She has united the Republican base behind McCain’s candidacy in a way that few could have predicted. She has energized conservatives. She’s attracted more than 15,000 to rallies. And her speech to the Republican National Convention in St. Paul last week has prompted comparisons to Ronald Reagan.

With all due respect to the governor of Alaska, are conservatives getting ahead of themselves?

For months, conservatives have mocked the celebrity appeal of Barack Obama, but now they are flocking to Palin in a similar manner. Just as liberals swooned for Obama because his biography appealed to their cultural sensibilities, conservatives instinctively identify with Palin, because, as Cindy McCain put it, she is a “reform-minded, hockey-mommin’, basketball shootin’, moose huntin’, fly-fishin’, pistol-packing, mother of five.”

The outrageous attacks on her family, the absurd lies that have been spread (such as that she banned books from the library as mayor of Wasilla, Alaska), and the undermining of her genuine accomplishments have produced an understandable circle-the-wagons reaction on the part of conservatives.

Like most conservatives, I am moved by her life-affirming decision to give birth to a child with Down syndrome and impressed by her successes in taking on the corrupt elements of the Republican Party in Alaska.

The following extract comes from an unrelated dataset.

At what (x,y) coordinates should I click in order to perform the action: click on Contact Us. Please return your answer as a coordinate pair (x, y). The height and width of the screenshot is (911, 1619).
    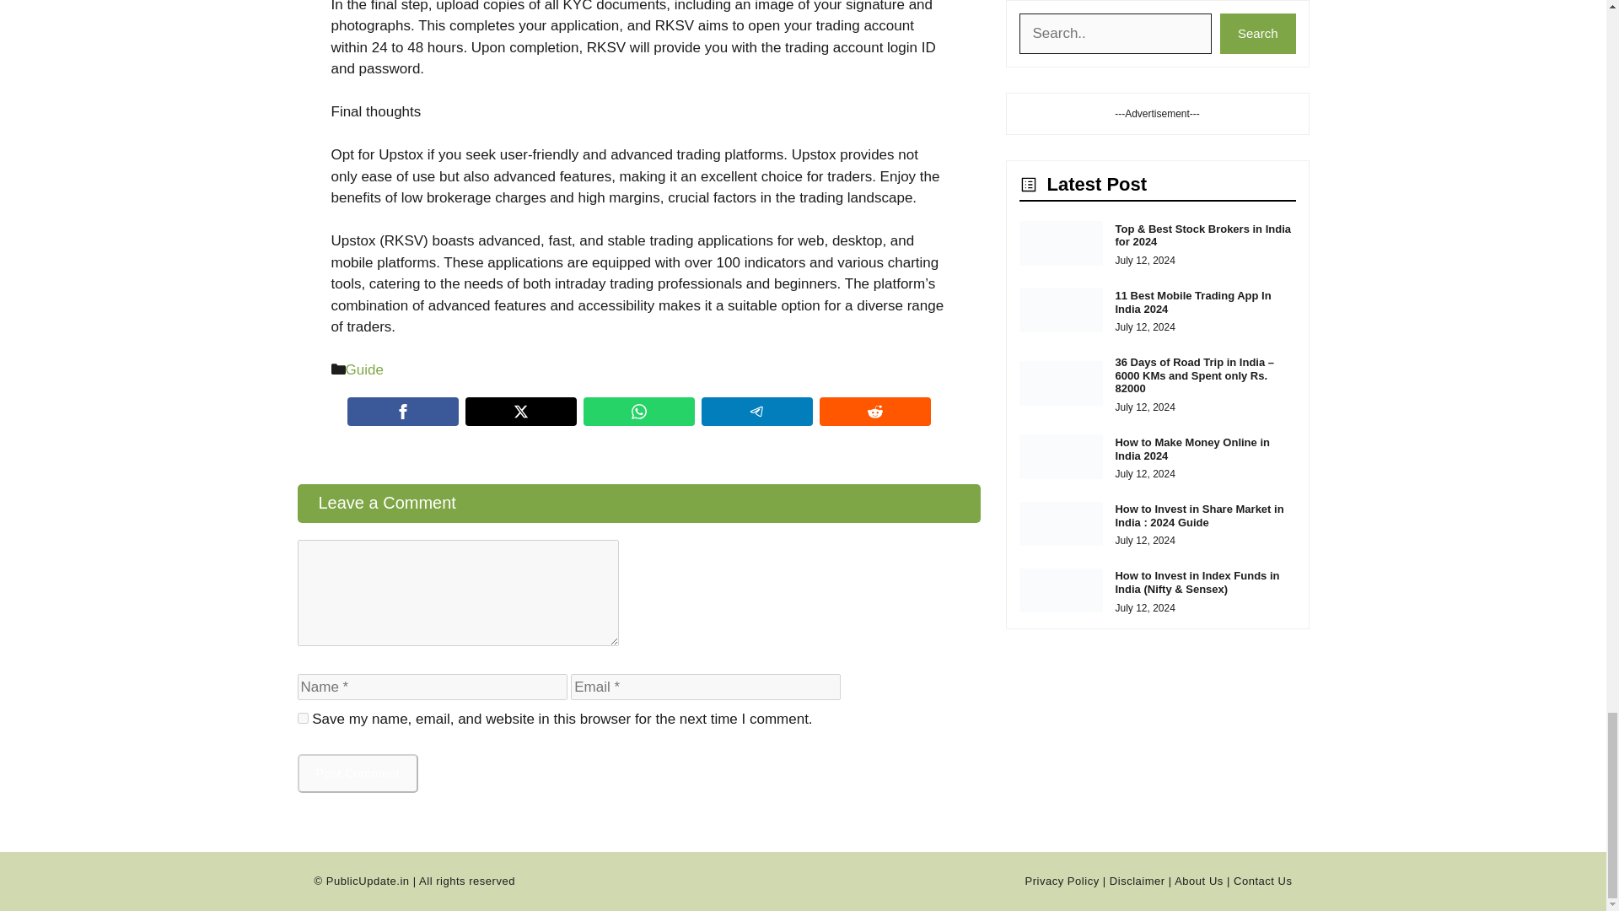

The trouble is, there’s a lot that we still don’t know about Palin, and conservatives shouldn’t be jumping the gun.

Rep. Tom Feeney (R-Fla.) told the Hill that the “last Republican to enter the national stage with such impressive force was Ronald Reagan in 1964, with his ‘A Time for Choosing’ speech on behalf of Barry Goldwater.”

There’s no doubt that Palin displayed a natural’s touch when speaking to the convention last Wednesday. She made a strong argument for the Republican ticket being one of true reformers, exuded a sunny American optimism and authenticity, skewered her opponents with a smile on her face, and made a stirring case for McCain as commander in chief.

But Reagan’s 1964 speech still holds up 44 years later because it makes a timeless argument against statism at home and abroad that is deeply rooted in conservative thought about limiting government.

“‘T]he full power of centralized government,’ — was the very thing the Founding Fathers sought to minimize,” Reagan said in his landmark speech. “They knew that governments don’t control things. A government can’t control the economy without controlling people. And they know when a government sets out to do that, it must use force and coercion to achieve its purpose. They also knew, those Founding Fathers, that outside of its legitimate functions, government does nothing as well or as economically as the private sector of the economy.”

It’s not meant as an insult to note that nothing in Palin’s speech similarly communicates her understanding of conservative political philosophy.

Many conservatives assume that because they connect with Palin and she strikes the right chords on many issues that she must be agree with them on everything else. But conservatives made a similar assumption with President Bush, only to be disappointed when “compassionate conservatism” became code words for big government, and he gave us No Child Left Behind and the largest expansion of entitlements since the Great Society in the form of the Medicare prescription drug plan. Have conservatives considered what Palin thinks of these pieces of legislation?

When Palin says, as she has repeatedly, that she entered politics to “serve the common good,” what does she mean by that? It could be benign, but it’s also a phrase that has been used to justify the expansion of government throughout modern history.

Palin says that, like McCain, she’s a reformer who has fought wasteful spending and corruption. But in McCain’s case, reform has not always been consistent with small government conservatism. In fact, his signature legislative accomplishment involved restricting speech under the guise of rooting out corruption and taking money out of politics. Would Palin also be willing to regulate personal freedoms in the name of reform? At this point, we don’t know.

For eight years, the right has had to endure a Republican president who hasn’t governed as a conservative and party leaders in Congress who were corrupted by power and became addicted to spending. In this election, conservatives are facing a choice between an extremely liberal freshman senator and a Republican nominee they don’t consider one of their own. So it’s quite understandable that they would be eager to embrace the charismatic Palin as the future of the Republican Party.